You will very soon run in to "unique" Electron concepts such as "main" and "renderer" and it will be much easier if you have learning material to guide you. There is a lot of material for learning Electron so I won't try make a list here.
Also note that Stack Overflow is more useful when specific errors or minimum examples are provided and you'll probably get better answers that way :-) See: https://stackoverflow.com/help/mcve for more info on this.
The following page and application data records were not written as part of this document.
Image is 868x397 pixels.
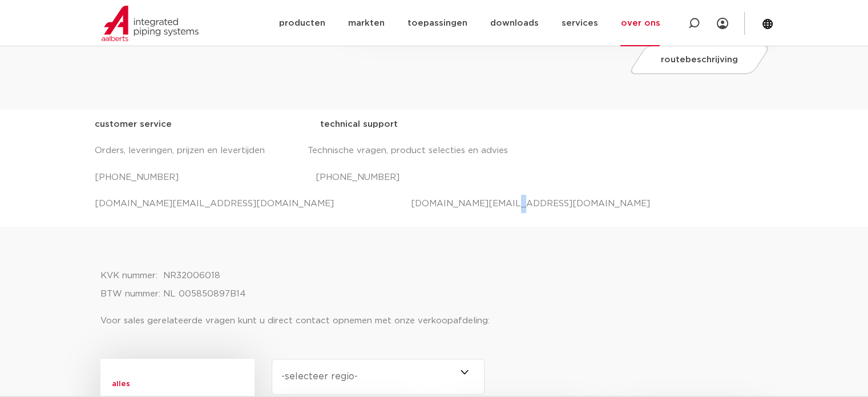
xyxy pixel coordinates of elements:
p: Orders, leveringen, prijzen en levertijden Technische vragen, product selecties en advies [95,142,774,160]
span: routebeschrijving [661,55,738,64]
p: Voor sales gerelateerde vragen kunt u direct contact opnemen met onze verkoopafdeling: [101,312,768,330]
a: routebeschrijving [628,45,772,74]
p: [PHONE_NUMBER] [PHONE_NUMBER] [95,169,774,187]
p: KVK nummer: NR32006018 BTW nummer: NL 005850897B14 [101,267,768,303]
strong: customer service technical support [95,120,398,128]
p: [DOMAIN_NAME][EMAIL_ADDRESS][DOMAIN_NAME] [DOMAIN_NAME][EMAIL_ADDRESS][DOMAIN_NAME] [95,195,774,213]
I actually ended up swagger-codegen as GrahamMc suggested.
The general approach was like that:
rm -rf api
wget http://localhost/site/json-schema -O api.json
docker run --user `id -u`:`id -g` --rm -v ${PWD}:/local swaggerapi/swagger-codegen-cli generate -i /local/api.json -l javascript -o /local/api
rm api.json
cd api
npm install
Step 1 is cleaning up old generated code and step 2 is downloading the swagger spec which is not available from within the docker-container. The rest is cleaning up and installing dependencies.
From within the code, it can then be used like that:
var jtm_api = require('.api/')
var userApi = new jtm_api.UserApi()
var cb = function(error, data, response) {
if (response.status == 200) {
//do whatever
} else {
//do whatever
}
}
userApi.usersLoginPost(txtUser, txtPwd, cb)
There is an extensive documentation available on how to use the generated code starting from the README.md file within the generated folder.

Related

Orocommerce - generate API client libraries

I am quite new in the orocommerce ecosystem, and I would like to generate API client librairies automatically for orocommerce API (frontend and backend). The objective is to build my own UI.
I found some dependencies on NelmioApiDocBundle than could potentially generate swagger file, but I hit multiple problems:
this is a quite old version, that only support swagger 1.2
the generated file (using symfony run php bin/console api:swagger:dump /tmp/api/) seems not working with swagger codegen "as is"
all the part of the API seems not written using NelmioApiDocBundle annotation
I am wondering if there is an other mechanism to generate API client librairies for orocommerce. I would like a SDK for typescript.
Thanks in advance for your answer.
Right now, the only supported swagger version is 1.2, as you stated.
By default, the api:swagger:dump command works with an outdated API, to generate data for the current API, run it with --view=rest_json_api option:
api:swagger:dump --view=rest_json_api
As an alternative to the API client generation, as Oro API strictly follows JSON.API standard, you can use many existing client libraries, compatible with the JSON.API specification. The list of Typescript implementations can be found at the official website: https://jsonapi.org/implementations/#client-libraries-typescript

How do I demo an electron app on the web

Is there a way to easily distribute an electron.atom.io app as a static site?
I don't need all the functionality, I just want to allow the client to view the latest updates.
-- edit --
Perhaps a better way to ask the question is; "How do I build a web app that can be hosted online and run on electron with minimum rewriting" - similar to the Slack app that works the same way on web or electron app.
As long as your main use of Electron is to create a 'native browser wrapper' for a web-app this is entirely possible.
You will have to implement a check if your application is running inside a browser or inside Electron and wrap your electron specific code in it:
if (window && window.process && process.versions['electron']) {
const {BrowserWindow} = require('electron').remote
}
You'll probably have to step through your application and disable Electron specific functionality at multiple places.
You have other options to do a long distance demo of an Electron app
Electron is basically a shell to run node.js apps on the desktop. This means if you want to move it to the web, you have to give up all the Electron APIs that access the local system and you're left with a basic node.js app, which is most likely not desirable.
To demo your desktop app to an off-site client, you can either make a presentation with screenshots detailing the current user flow, or compile a sandboxed demo version of your app and send it over to them.
Screen presentation
This is your quickest and easiest solution if your client just wants to be kept in the loop and see some eye candy. You can just record how the app works with some example data, add some written or audio explanation to it, and let them enjoy the smooth ride.
Build a demo
If your client wants to actually have a hands-on demo with the app, you need to have some form of basic code distribution. The cleanest way to do this would be to tie up all loose ends in your current app flows, block all unfinished roads in it and compile it for whatever platform your client requested the demo for.
Take a look at the electron-packager and electron-builder docs to get an idea how to build an .exe, .dmg or whatever file from your Electron app, then send that file to them with some basic instructions.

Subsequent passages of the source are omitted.